Quality control of complex mixtures, however, has posed a considerable scientific challenge. What parameter does one measure? How does one then measure and compare it between samples? Traditional quality control monitors few compounds as chemical markers and single enzyme or receptor readouts as biological markers. For a complex mixture, however, a much higher number of parameters must be monitored.
With PhytoCeutica, Cheng developed a technology platform, PhytomicsQCTM, for monitoring the consistency of herbal formulations through both chemical and biological fingerprinting.
Using liquid chromatography and mass spectroscopy, PhytomicsQC can identify over a hundred different masses in the mixture and assign tentative structures to eight percent of them. To profile mixtures through the biological responses they induce, PhytomicsQC uses cells as sensors, DNA as response elements, and RNA as the readout to obtain a gene expression fingerprint.
Having developed a dependable quality control method, Cheng identified an experienced pharmeutical company in Taiwan to make the preparations for his clinical studies using the FDA-approved Good Manufacturing Practice (GMP).
Preps made under GMP shared over ninety-five percent similarity based on PhytomicsQC’s comparison index. As a comparison, preps obtained from other sources were less than seventy percent similar.
With the quality control issue resolved, PhytoCeutica then conducted clinical trials of PHY906 at five sites throughout the country. Edward Chu, chief of medical oncology and director of clinical research at the Yale Cancer Center, oversaw the Phase I study at the Yale VA.
In these trials, colorectal cancer patients were treated with a standard regimen of irinotecan, fluorouracil, and leucovorin. Serving as their own controls, patients were also given PHY906 during one half of their treatment and placebo during the other.

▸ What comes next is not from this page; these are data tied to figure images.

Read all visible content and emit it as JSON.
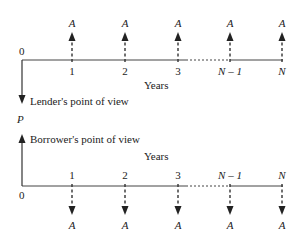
{
  "lender": {
    "caption": "Lender's point of view",
    "origin": "0",
    "axis_label": "Years",
    "ticks": [
      "1",
      "2",
      "3",
      "N – 1",
      "N"
    ],
    "flows": [
      "A",
      "A",
      "A",
      "A",
      "A"
    ]
  },
  "present_value_label": "P",
  "borrower": {
    "caption": "Borrower's point of view",
    "origin": "0",
    "axis_label": "Years",
    "ticks": [
      "1",
      "2",
      "3",
      "N – 1",
      "N"
    ],
    "flows": [
      "A",
      "A",
      "A",
      "A",
      "A"
    ]
  }
}
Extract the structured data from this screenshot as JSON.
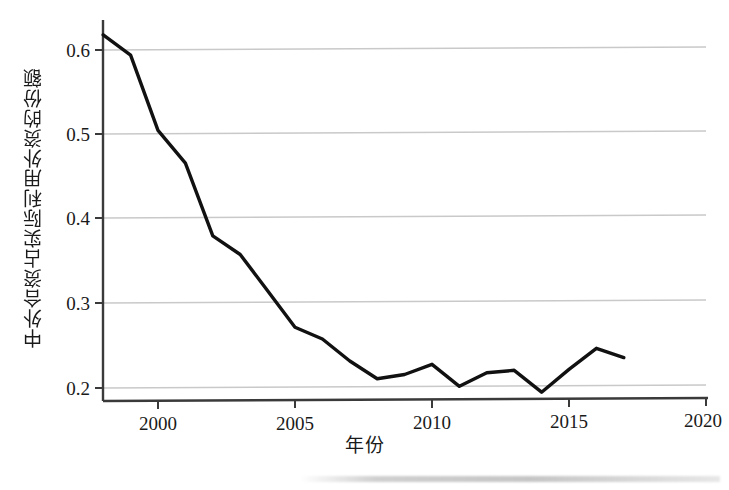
{
  "chart_data": {
    "type": "line",
    "title": "",
    "xlabel": "年份",
    "ylabel": "中外合资占实际利用外资的份额",
    "x": [
      1998,
      1999,
      2000,
      2001,
      2002,
      2003,
      2004,
      2005,
      2006,
      2007,
      2008,
      2009,
      2010,
      2011,
      2012,
      2013,
      2014,
      2015,
      2016,
      2017
    ],
    "values": [
      0.618,
      0.594,
      0.505,
      0.466,
      0.38,
      0.358,
      0.315,
      0.272,
      0.258,
      0.232,
      0.211,
      0.216,
      0.228,
      0.202,
      0.218,
      0.221,
      0.195,
      0.222,
      0.247,
      0.236
    ],
    "series": [
      {
        "name": "中外合资占实际利用外资的份额",
        "values": [
          0.618,
          0.594,
          0.505,
          0.466,
          0.38,
          0.358,
          0.315,
          0.272,
          0.258,
          0.232,
          0.211,
          0.216,
          0.228,
          0.202,
          0.218,
          0.221,
          0.195,
          0.222,
          0.247,
          0.236
        ]
      }
    ],
    "xlim": [
      1998,
      2020
    ],
    "ylim": [
      0.185,
      0.625
    ],
    "xticks": [
      2000,
      2005,
      2010,
      2015,
      2020
    ],
    "xtick_labels": [
      "2000",
      "2005",
      "2010",
      "2015",
      "2020"
    ],
    "yticks": [
      0.2,
      0.3,
      0.4,
      0.5,
      0.6
    ],
    "ytick_labels": [
      "0.2",
      "0.3",
      "0.4",
      "0.5",
      "0.6"
    ],
    "grid": "horizontal",
    "legend": "none",
    "line_color": "#111111",
    "grid_color": "#c9c9c9",
    "axis_color": "#3a3a3a",
    "background_color": "#ffffff"
  }
}
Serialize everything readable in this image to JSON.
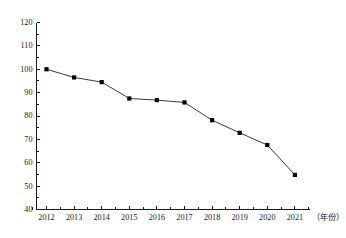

The study clearly showed that PHY906 reduced the need for antidiarrheal medicine and the frequency of vomiting or diarrhea during therapy. Chu’s team has already begun a follow-up phase II study for PHY906 in colorectal cancer therapy, as well as phase I studies for use with liver cancer and pancreatic cancer therapies.
So why did PHY906 work? Cheng postulates that the herbs were able to target cells resistant to chemotherapy, perhaps by inhibiting multi-drug resistance proteins or by facilitating oral uptake and drug delivery. Cheng is conducting experiments to continue testing PHY906’s mode of action.
The advent of integrative medicineOnce driven primarily by popular demand, integrative medicine—combining conventional treatment with alternative medicine like TCM—has caught the attention of medical researchers. Integrative medicine not only calls upon conventional health care methods but also emphasizes preventative medicine that often relates to lifestyle management (diet, exercise, stress, and emotional management).
In this way, "Western medicine" is becoming more and more similar to "Eastern medicine." In a parallel movement, basic science research is moving progressively towards integrating the information we have amassed at the molecular and cellular levels of individual parts of biological systems.
This new "systems biology" focuses on identifying relationships and interactions within the body. Sound familiar? As Cheng likes to say, we can reinvent medicine by rediscovering history.